GOP to the Rescue - Take 2

The growing revolt against the Obama administration's health care reform proposal has been mainly a grass roots movement, contrary to the claims (or, perhaps, hopes) of top democrats. And it looks like it will have to remain that way.

In yet another display of the intellectual bankruptcy, and growing irrelevance, of the Washington GOP establishment, three top Senate Finance Committee republicans are working with committee democrats to "save" health care reform. According to the CATO's Michael Tanner (SENATE DEAL: CHANGE A FEW NAMES):

THE "compromise" health-care reform being negotiated by six members of the Senate Finance Committee is shaping up as a classic warning of the dangers of bipartisanship without principles: It looks like they'll keep the worst features of other ObamaCare bills -- but simply change the names.

Finance Committee Chairman Max Baucus (D-Mont.) and Sens. Kent Conrad (D-ND), Jeff Bingham (D-NM) Charles Grassley (R-Iowa), Olympia Snowe (R-Me.) and Mike Enzi (R-Wyo.) are reportedly putting the final touches on a bill that may save President Obama's chances for passing health-care reform this year.

The proposed bill is forthright on still containing many of the worst aspects of ObamaCare. It would mandate that all Americans buy insurance -- and not just any insurance, but a specific government-designed set of benefits, even if that package was more expensive or contained benefits that you didn't want.

It would set the stage for government interference in how doctors practice medicine. It would extend subsidies for health care well into the middle-class, making millions more Americans dependent on government.

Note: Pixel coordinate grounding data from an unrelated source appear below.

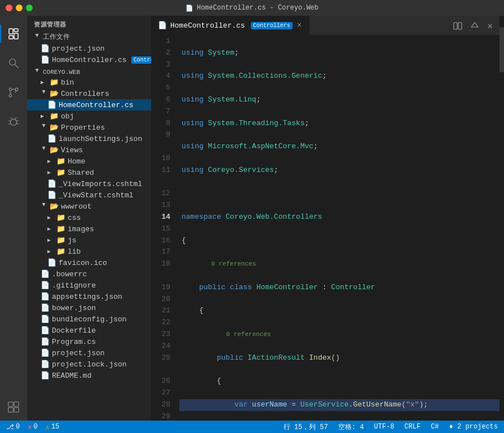  What do you see at coordinates (89, 161) in the screenshot?
I see `sidebar-item-home: ▶ 📁 Home` at bounding box center [89, 161].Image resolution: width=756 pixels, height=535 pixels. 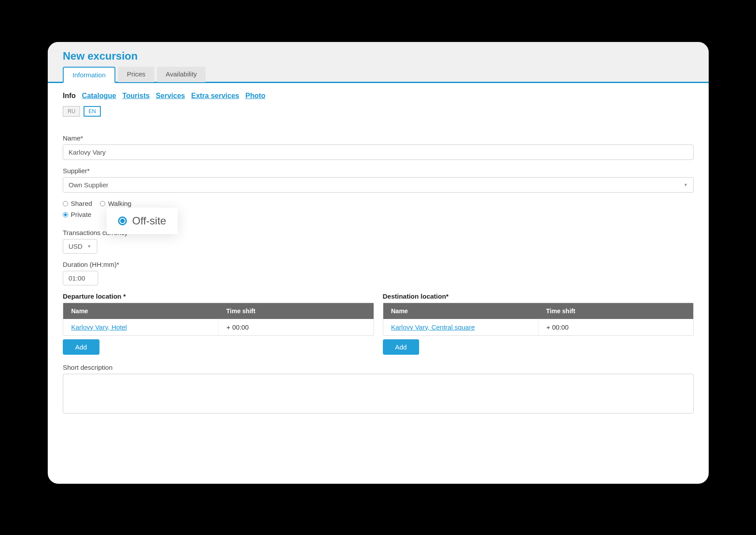 I want to click on duration-label: Duration (HH:mm)*, so click(x=378, y=264).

And it would pay for all this with huge tax increases on American workers and businesses.

In exchange for this pu-pu platter of bad ideas, it offers two supposed compromises.

First, instead of a government-run "public option," it would set up a nationwide health-insurance co-op.

But these aren't true co-ops. The members wouldn't choose its officers -- the president would. Plus, the secretary of Health and Human Services would have to approve its business plan, and thus could force it to offer whatever benefits, premiums and reimbursement schedules Washington wants. Finally, the federal government would provide start up, and possibly ongoing, subsidies.

A "co-op" run by the federal government, under rules imposed by the federal government and with federal funding is simply government-run health insurance by another name.

Or, as Senate Majority Leader Harry Reid put it, "We're going to have some type of public option, call it 'co-op,' call it what you want."

If this is what bipartisanship looks like, give me some old fashioned partisanship any day.


The key words in the above are, "the dangers of bipartisanship without principles". To be more precise, the republicans do embrace principles...those of the Left. They simply are content to quibble over the details of how to achieve their supposed opponents' socialist goals.